Role Play, Clara Drummond (trans. Daniel Hahn)
So much happens in this dark, semi-satirical, stream-of-consciousness novela that I keep forgetting it is just over 100 pages. It takes place within the upper echelons of Brazilian society, where the very-rich do everything they can to compete with the super-rich (from sending their children to elite universities abroad to ignoring sexual misconduct against their kid). Vivian is one of the merely very-rich and makes some half-assed attempts to abandon her milieu for a more middle-class one, but mostly chooses to be very cynical about it and enjoy her proximity to good parties and drugs. She’s somewhat class-conscious and genuinely feels bad about rampant racism in her country, but she isn’t going to do anything about it. You do not like her, per se, but she is a compelling, pithy narrator. The fairly harrowing ending indicates Drummond might be readier to embrace a “burn it all down” ethos than the rest of the book suggests—but it works, and it kept me thinking.
Dead Weight: Essays on Hunger and Harm, Emmeline Clein
I wrote a full piece about Dead Weight in March, so I’ll direct you there for a lengthier discussion of why you should read it, but the TLDR is: Eating disorders are so much more complicated—and interesting!—than fearmongering discussions in the media let on. Clein is a defender of those seeking comfort in eating disorder chatrooms, and is angry at a system that’s all too quick to write off young women in favor of maximizing profits for health insurance companies. (Sound familiar?)
This is a radicalizing, solidarity-building book by, for, and about people with eating disorders. “I’m trying to find out what might happen if we blame someone other than each other and ourselves for a change,” Clein writes.
Stone Yard Devotional, Charlotte Wood
Our nameless narrator—an accidental pattern on this list—is an older woman (either old middle age or young old age; I will not wade into the muddy waters of age discourse) who is obliquely discouraged in her environmentalism work and completely disengaged from her marriage (or, you could ask, is her marriage disengaged from her?), and visits a convent for a solo retreat of some sort.
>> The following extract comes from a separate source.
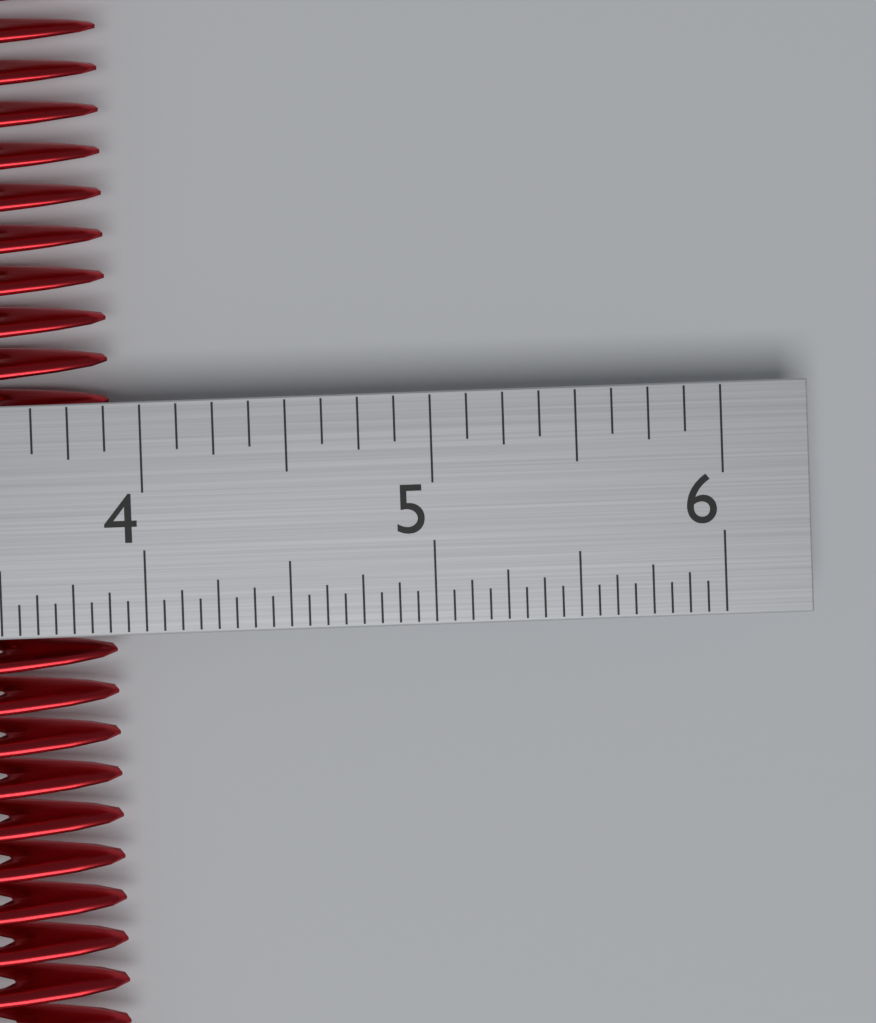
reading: 3.8750 in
She leaves, but returns shortly thereafter for good, becoming a nun despite being apathetic, at best, about the concept of god.
This was another title on the Booker shortlist this year and, even though it’s already out in the U.K., it doesn’t come out in the U.S. until February 11. So, do future you a favor and pre-order it, and then sometime in the bleak midwinter a package will arrive that you’ll probably have forgotten about, and you’ll have a deeply engaging, somewhat mystical book to get you through.